B. Synthesis and Secretion of Insulin
Insulin is a polypeptide hormone. The active form of insulin is composed of two polypeptide chains (the A-chain and the B-chain) linked by two interchain disulfide bonds. The A-chain has an additional intrachain disulfide bond (Fig. 19.10).
Insulin, like many other polypeptide hormones, is synthesized as a preprohormone that is converted in the rough endoplasmic reticulum (RER) to proinsulin. The “pre” sequence, a short hydrophobic signal sequence at the N-terminal end, is cleaved as it enters the lumen of the RER. Proinsulin folds into the proper conformation, and disulfide bonds are formed between the cysteine residues. It is then transported in microvesicles to the Golgi complex. It leaves the Golgi complex in storage vesicles, where a protease removes the biologically inactive “connecting peptide” (C-peptide) and a few small remnants, resulting in the formation of biologically active insulin (see Fig. 19.10). Zinc ions are also transported in these storage vesicles. Cleavage of the C-peptide decreases the solubility of the resulting insulin, which then coprecipitates with zinc. Exocytosis of the insulin storage vesicles from the cytosol of the β-cell into the blood is stimulated by rising levels of glucose in the blood bathing the β-cells.

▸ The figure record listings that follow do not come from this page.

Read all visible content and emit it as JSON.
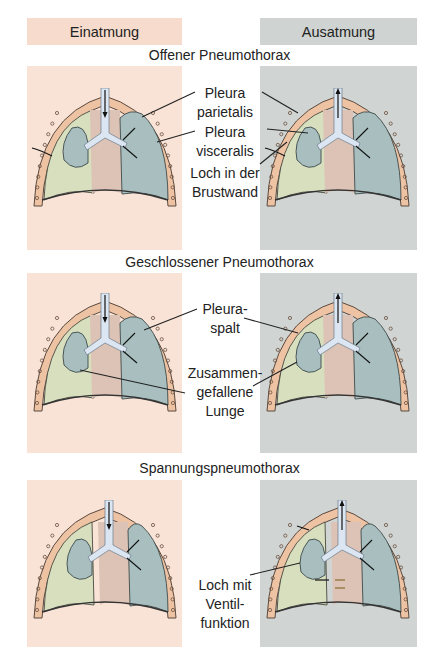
{
  "headers": {
    "inhale": "Einatmung",
    "exhale": "Ausatmung"
  },
  "sections": [
    {
      "title": "Offener Pneumothorax",
      "labels": [
        {
          "line1": "Pleura",
          "line2": "parietalis"
        },
        {
          "line1": "Pleura",
          "line2": "visceralis"
        },
        {
          "line1": "Loch in der",
          "line2": "Brustwand"
        }
      ]
    },
    {
      "title": "Geschlossener Pneumothorax",
      "labels": [
        {
          "line1": "Pleura-",
          "line2": "spalt"
        },
        {
          "line1": "Zusammen-",
          "line2": "gefallene",
          "line3": "Lunge"
        }
      ]
    },
    {
      "title": "Spannungspneumothorax",
      "labels": [
        {
          "line1": "Loch mit",
          "line2": "Ventil-",
          "line3": "funktion"
        }
      ]
    }
  ],
  "colors": {
    "inhale_bg": "#f8e3d6",
    "exhale_bg": "#d0d4d2",
    "chest_wall": "#eec3a4",
    "lung_green": "#d7dfbf",
    "lung_blue": "#a9bfbf",
    "mediastinum": "#dcc3b5",
    "trachea": "#dbe6f2"
  }
}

Glucose enters the β-cell via specific glucose transporter proteins known as GLUT 2 (see Chapter 21). Glucose is phosphorylated through the action of glucokinase to form glucose 6-phosphate, which is metabolized through glycolysis, the tricarboxylic acid (TCA) cycle, and oxidative phosphorylation. These reactions result in an increase in ATP levels within the β-cell (circle 1 in Fig. 19.11). As the β-cell ATP/adenosine diphosphate (ADP) ratio increases, the activity of a membrane-bound, ATP-dependent K+ channel (K+ATP) is inhibited (i.e., the channel is closed) (circle 2 in Fig. 19.11). The closing of this channel leads to membrane depolarization (as the membrane is normally hyperpolarized, see circle 3 in Fig. 19.11), which activates a voltage-gated Ca2+ channel that allows Ca2+ to enter the β-cell such that intracellular Ca2+ levels increase significantly (Fig. 19.11, circle 4). The increase in intracellular Ca2+ stimulates the fusion of insulin containing exocytotic vesicles with the plasma membrane, resulting in insulin secretion (Fig. 19.11, circle 5). Thus, an increase in glucose levels within the β-cells initiates insulin release.
Other intracellular metabolites, particularly nicotinamide adenine dinucleotide phosphate (NADPH), have been proposed to play important roles in insulin release in response to glucose. This will be discussed further in later chapters.